Significance
Research blending climate models with physiological data has projected that large geographical areas may soon experience heat stress exceeding limits for human thermoregulation. Modeled thermoregulatory limits were derived from laboratory research using thermal-step protocols. Despite the growing popularity of this technique, its principal assumption—that core temperature inflection during stepped increases in heat or humidity demarcates thermoregulatory upper limits—has not been validated. By exposing participants for 9 h to conditions just above or below the core temperature inflection point, we found that thermal-step protocols effectively identify the conditions above which thermoregulation is impossible. Our findings provide critical support for heat stress projections incorporating empirical tolerance limits. We also provide data characterizing physiological strain during prolonged, uncompensable heat exposure.
Abstract
Recent projections suggest that large geographical areas will soon experience heat and humidity exceeding limits for human thermoregulation.

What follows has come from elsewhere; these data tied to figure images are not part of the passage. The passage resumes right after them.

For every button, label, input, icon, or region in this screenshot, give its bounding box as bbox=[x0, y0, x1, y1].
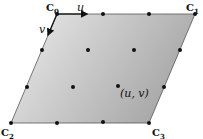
grid-point bbox=[178, 48, 182, 52]
v-label: v bbox=[39, 23, 46, 36]
grid-point bbox=[132, 48, 136, 52]
grid-point bbox=[101, 120, 105, 124]
grid-point bbox=[101, 12, 105, 16]
u-label: u bbox=[77, 1, 84, 14]
grid-point bbox=[25, 85, 29, 89]
grid-point bbox=[86, 48, 90, 52]
grid-point bbox=[55, 121, 59, 125]
parallelogram-diagram: u v (u, v) C0C1C2C3 bbox=[0, 0, 203, 139]
grid-point bbox=[40, 48, 44, 52]
corner-label-c3: C3 bbox=[152, 127, 165, 139]
corner-label-c0: C0 bbox=[46, 2, 59, 16]
grid-point bbox=[71, 85, 75, 89]
corner-label-c2: C2 bbox=[1, 127, 14, 139]
grid-point bbox=[147, 12, 151, 16]
grid-point bbox=[147, 121, 151, 125]
grid-point bbox=[9, 121, 13, 125]
uv-point-label: (u, v) bbox=[120, 87, 149, 100]
grid-point bbox=[162, 85, 166, 89]
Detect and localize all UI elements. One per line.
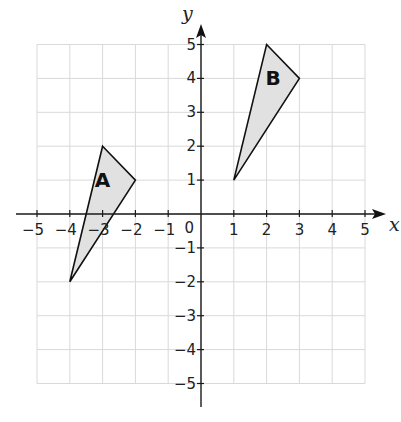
- y-tick-label: 5: [186, 36, 196, 54]
- x-axis-label: x: [389, 213, 400, 235]
- x-tick-label: 4: [327, 221, 337, 239]
- y-tick-label: −2: [174, 273, 196, 291]
- y-tick-label: −1: [174, 239, 196, 257]
- x-tick-label: −3: [88, 221, 110, 239]
- y-tick-label: 1: [186, 171, 196, 189]
- y-tick-label: −3: [174, 307, 196, 325]
- coordinate-plane: AB −5−4−3−2−112345−5−4−3−2−1123450xy: [0, 0, 401, 422]
- tick-labels: −5−4−3−2−112345−5−4−3−2−1123450xy: [22, 2, 400, 393]
- x-tick-label: 5: [360, 221, 370, 239]
- x-tick-label: 1: [229, 221, 239, 239]
- y-tick-label: 4: [186, 69, 196, 87]
- x-tick-label: −2: [120, 221, 142, 239]
- x-tick-label: 2: [262, 221, 272, 239]
- triangle-b-label: B: [266, 66, 281, 90]
- y-tick-label: −4: [174, 341, 196, 359]
- y-tick-label: −5: [174, 375, 196, 393]
- x-tick-label: −5: [22, 221, 44, 239]
- y-tick-label: 3: [186, 103, 196, 121]
- triangle-a-label: A: [95, 168, 111, 192]
- x-tick-label: −1: [153, 221, 175, 239]
- y-axis-label: y: [181, 2, 193, 24]
- x-tick-label: 3: [295, 221, 305, 239]
- origin-label: 0: [184, 219, 194, 237]
- y-tick-label: 2: [186, 137, 196, 155]
- x-tick-label: −4: [55, 221, 77, 239]
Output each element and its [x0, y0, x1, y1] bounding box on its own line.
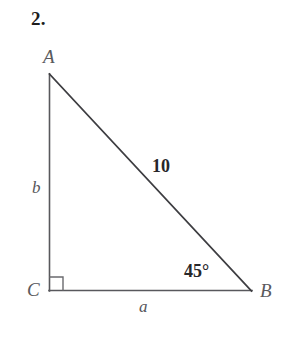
right-angle-marker-icon	[50, 277, 64, 291]
vertex-label-b: B	[260, 281, 272, 300]
angle-measure-label: 45°	[184, 262, 209, 280]
hypotenuse-line	[50, 74, 252, 291]
hypotenuse-length-label: 10	[152, 157, 170, 175]
vertex-label-a: A	[43, 47, 55, 66]
side-label-a: a	[139, 298, 148, 315]
geometry-figure: 2. A B C b a 10 45°	[0, 0, 292, 337]
vertex-label-c: C	[27, 280, 40, 299]
side-label-b: b	[32, 179, 41, 196]
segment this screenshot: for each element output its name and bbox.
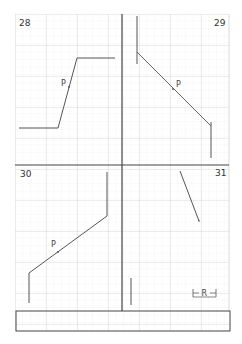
point-label: P xyxy=(176,80,181,89)
point-p-marker xyxy=(57,251,59,253)
panel-number: 31 xyxy=(215,168,226,178)
panel-number: 30 xyxy=(20,169,32,179)
point-p-marker xyxy=(172,88,174,90)
worksheet-drawing: 28 P 29 P 30 P 31 R xyxy=(0,0,242,344)
endpoint-marker xyxy=(198,220,200,222)
point-p-marker xyxy=(68,86,70,88)
panel-number: 29 xyxy=(214,18,226,28)
dimension-label: R xyxy=(202,289,208,298)
panel-number: 28 xyxy=(19,18,31,28)
point-label: P xyxy=(61,79,66,88)
point-label: P xyxy=(51,240,56,249)
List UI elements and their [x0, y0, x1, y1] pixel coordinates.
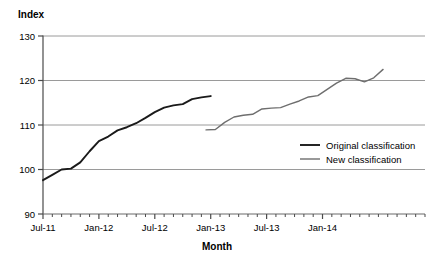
y-tick-label-100: 100 — [19, 164, 35, 175]
y-tick-label-110: 110 — [20, 120, 35, 131]
y-axis-title: Index — [18, 9, 45, 20]
series-line-0 — [43, 96, 211, 180]
y-tick-label-90: 90 — [24, 209, 35, 220]
legend-label-0: Original classification — [326, 140, 415, 151]
x-tick-label-5: Jan-14 — [308, 222, 337, 233]
legend: Original classificationNew classificatio… — [300, 140, 415, 165]
x-tick-label-4: Jul-13 — [254, 222, 280, 233]
legend-label-1: New classification — [326, 154, 402, 165]
x-tick-label-3: Jan-13 — [196, 222, 225, 233]
series-line-1 — [206, 69, 383, 130]
y-tick-label-130: 130 — [19, 31, 35, 42]
x-tick-label-1: Jan-12 — [84, 222, 113, 233]
line-chart: 90100110120130Jul-11Jan-12Jul-12Jan-13Ju… — [0, 0, 434, 261]
x-axis-title: Month — [202, 241, 232, 252]
chart-container: 90100110120130Jul-11Jan-12Jul-12Jan-13Ju… — [0, 0, 434, 261]
y-tick-label-120: 120 — [19, 75, 35, 86]
x-tick-label-0: Jul-11 — [30, 222, 55, 233]
x-tick-label-2: Jul-12 — [142, 222, 168, 233]
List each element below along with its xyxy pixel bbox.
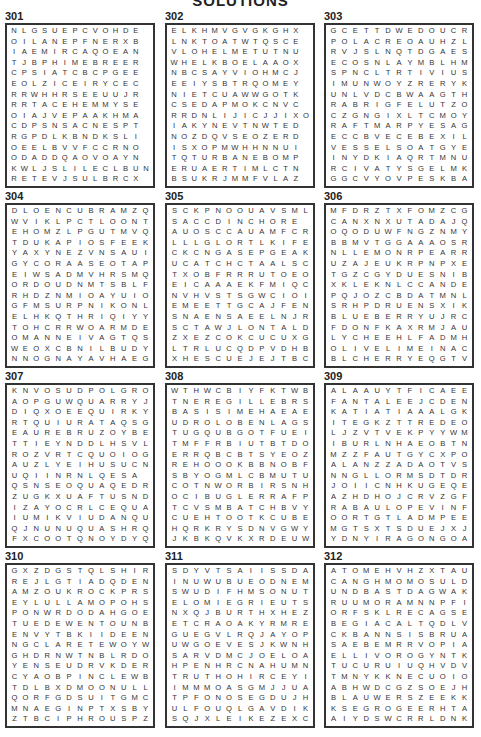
grid-letter: O xyxy=(107,428,118,439)
grid-letter: B xyxy=(328,619,339,630)
grid-letter: E xyxy=(245,407,256,418)
grid-letter: O xyxy=(9,37,19,48)
grid-letter: X xyxy=(180,333,191,344)
grid-letter: M xyxy=(448,227,459,238)
grid-letter: J xyxy=(60,174,70,185)
grid-letter: Z xyxy=(31,587,42,598)
grid-letter: Y xyxy=(20,259,31,270)
grid-letter: Y xyxy=(140,407,151,418)
grid-letter: C xyxy=(191,280,202,291)
grid-letter: W xyxy=(129,672,140,683)
grid-letter: O xyxy=(415,577,426,588)
grid-letter: P xyxy=(210,143,220,154)
grid-letter: E xyxy=(372,143,383,154)
grid-letter: X xyxy=(372,524,383,535)
grid-letter: U xyxy=(191,587,202,598)
grid-letter: P xyxy=(180,661,191,672)
grid-letter: P xyxy=(404,121,415,132)
grid-letter: T xyxy=(169,693,180,704)
grid-letter: A xyxy=(459,630,470,641)
grid-letter: Y xyxy=(224,524,235,535)
grid-letter: L xyxy=(42,577,53,588)
grid-letter: C xyxy=(289,227,300,238)
grid-letter: S xyxy=(169,587,180,598)
grid-letter: M xyxy=(31,513,42,524)
grid-letter: P xyxy=(85,704,96,715)
grid-letter: R xyxy=(9,450,20,461)
grid-letter: R xyxy=(20,280,31,291)
grid-letter: T xyxy=(240,121,250,132)
grid-letter: S xyxy=(415,683,426,694)
grid-letter: O xyxy=(169,492,180,503)
grid-letter: C xyxy=(245,471,256,482)
grid-letter: J xyxy=(361,259,372,270)
grid-letter: H xyxy=(191,291,202,302)
grid-letter: O xyxy=(64,481,75,492)
grid-letter: H xyxy=(267,503,278,514)
grid-letter: K xyxy=(459,164,470,175)
grid-letter: E xyxy=(169,79,179,90)
grid-letter: F xyxy=(350,121,361,132)
grid-letter: E xyxy=(20,577,31,588)
grid-letter: Q xyxy=(224,704,235,715)
grid-letter xyxy=(141,121,151,132)
grid-letter: J xyxy=(245,354,256,365)
grid-letter: R xyxy=(100,58,110,69)
grid-letter: A xyxy=(31,503,42,514)
grid-letter: S xyxy=(42,481,53,492)
grid-letter: H xyxy=(383,566,394,577)
grid-letter: I xyxy=(60,58,70,69)
grid-letter: L xyxy=(350,280,361,291)
grid-letter: O xyxy=(53,407,64,418)
grid-letter: V xyxy=(260,174,270,185)
grid-letter: L xyxy=(437,164,448,175)
grid-letter: U xyxy=(361,693,372,704)
grid-letter: H xyxy=(459,90,470,101)
grid-letter: N xyxy=(85,619,96,630)
grid-letter: R xyxy=(191,651,202,662)
grid-letter: I xyxy=(129,566,140,577)
grid-letter: H xyxy=(107,354,118,365)
grid-letter: R xyxy=(328,47,339,58)
grid-letter: R xyxy=(53,450,64,461)
grid-letter: S xyxy=(426,174,437,185)
grid-letter: Z xyxy=(202,333,213,344)
grid-letter: P xyxy=(415,259,426,270)
grid-letter: N xyxy=(20,704,31,715)
grid-letter: E xyxy=(110,47,120,58)
grid-letter: I xyxy=(96,301,107,312)
grid-letter: U xyxy=(404,270,415,281)
grid-letter: E xyxy=(459,259,470,270)
grid-letter: G xyxy=(372,111,383,122)
grid-letter: L xyxy=(339,344,350,355)
grid-letter: C xyxy=(80,121,90,132)
grid-letter: W xyxy=(383,714,394,725)
grid-letter: V xyxy=(202,566,213,577)
grid-letter: G xyxy=(140,354,151,365)
grid-letter: A xyxy=(404,513,415,524)
grid-letter: B xyxy=(180,471,191,482)
grid-letter: B xyxy=(339,683,350,694)
letter-grid: ELKHMVGVGKGHXLNKTOATWTQSCEVLOHELMETUTNUW… xyxy=(165,23,315,188)
grid-letter: A xyxy=(372,587,383,598)
grid-letter: O xyxy=(129,608,140,619)
grid-letter: Q xyxy=(245,630,256,641)
grid-letter: N xyxy=(202,481,213,492)
grid-letter: P xyxy=(361,301,372,312)
grid-letter: N xyxy=(213,206,224,217)
grid-letter: V xyxy=(383,428,394,439)
grid-letter: N xyxy=(118,513,129,524)
grid-letter: Q xyxy=(75,481,86,492)
grid-letter: N xyxy=(278,312,289,323)
grid-letter: W xyxy=(64,619,75,630)
grid-letter: M xyxy=(459,58,470,69)
grid-letter: L xyxy=(383,503,394,514)
grid-letter: O xyxy=(80,153,90,164)
grid-letter: K xyxy=(235,534,246,545)
grid-letter: D xyxy=(64,608,75,619)
grid-letter: B xyxy=(256,471,267,482)
grid-letter: U xyxy=(53,587,64,598)
grid-letter: R xyxy=(140,566,151,577)
grid-letter: A xyxy=(394,153,405,164)
grid-letter: T xyxy=(224,301,235,312)
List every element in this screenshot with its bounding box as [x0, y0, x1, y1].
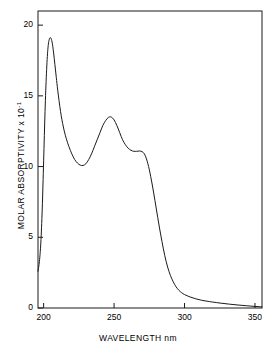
x-axis-title: WAVELENGTH nm [0, 333, 276, 343]
y-tick-label: 20 [13, 19, 33, 29]
x-tick-label: 250 [100, 312, 128, 322]
absorption-spectrum-plot [0, 0, 276, 355]
y-axis-title-text: MOLAR ABSORPTIVITY x 10 [16, 108, 26, 229]
x-tick-label: 350 [241, 312, 269, 322]
spectrum-curve [38, 38, 262, 307]
chart-figure: 05101520 200250300350 WAVELENGTH nm MOLA… [0, 0, 276, 355]
y-axis-title: MOLAR ABSORPTIVITY x 10-1 [16, 70, 27, 260]
x-tick-label: 300 [171, 312, 199, 322]
axis-frame [38, 11, 262, 308]
plot-frame [38, 11, 262, 308]
y-tick-label: 0 [13, 302, 33, 312]
x-tick-label: 200 [30, 312, 58, 322]
y-axis-title-exponent: -1 [16, 102, 22, 108]
data-series-group [38, 38, 262, 307]
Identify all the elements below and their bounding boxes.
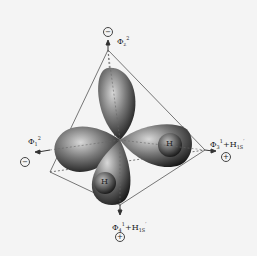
label-left: Φ12 <box>28 136 41 147</box>
sign-top: − <box>103 27 113 37</box>
orbital-lobe-top <box>98 50 135 140</box>
label-right: Φ31+H1S′ <box>210 139 244 150</box>
label-top: Φz2 <box>117 36 129 47</box>
orbital-lobe-right <box>120 124 205 167</box>
sign-right: + <box>221 152 231 162</box>
atom-label-h-bottom: H <box>101 178 108 186</box>
atom-label-h-right: H <box>166 140 173 148</box>
sign-bottom: + <box>115 232 125 242</box>
sign-left: − <box>20 157 30 167</box>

The survivability limits modeled in that research were based on laboratory studies suggesting that humans cannot effectively thermoregulate in wet bulb temperatures (Twb) above 26 to 31 °C, values considerably lower than the widely publicized theoretical threshold of 35 °C. The newly proposed empirical limits were derived from the Twb corresponding to the core temperature inflection point in participants exposed to stepped increases in air temperature or relative humidity in a climate-controlled chamber. Despite the increasing use of these thermal-step protocols, their validity has not been established. We used a humidity-step protocol to estimate the Twb threshold for core temperature inflection in 12 volunteers. To determine whether this threshold truly demarcates the Twb above which thermoregulation is impossible, each participant was subsequently exposed to Twb above (~33.7 °C, Tabove) and below (~30.9 °C, Tbelow) their respective inflection point (~32.3 °C, Twb) for up to 9 h (in random order). Core temperature rose continuously in Tabove. It was projected that core temperatures associated with heat stroke (40.2 °C) would occur within 10 h. While Tbelow was also uncompensable, the core temperature rate of rise was considerably lower than in Tabove such that it would take >24 h to reach 40.2 °C. Our study supports thermal-step protocols as an effective technique for evaluating survivability limits for heat exposure and provides a direct assessment of the limits of human thermoregulation.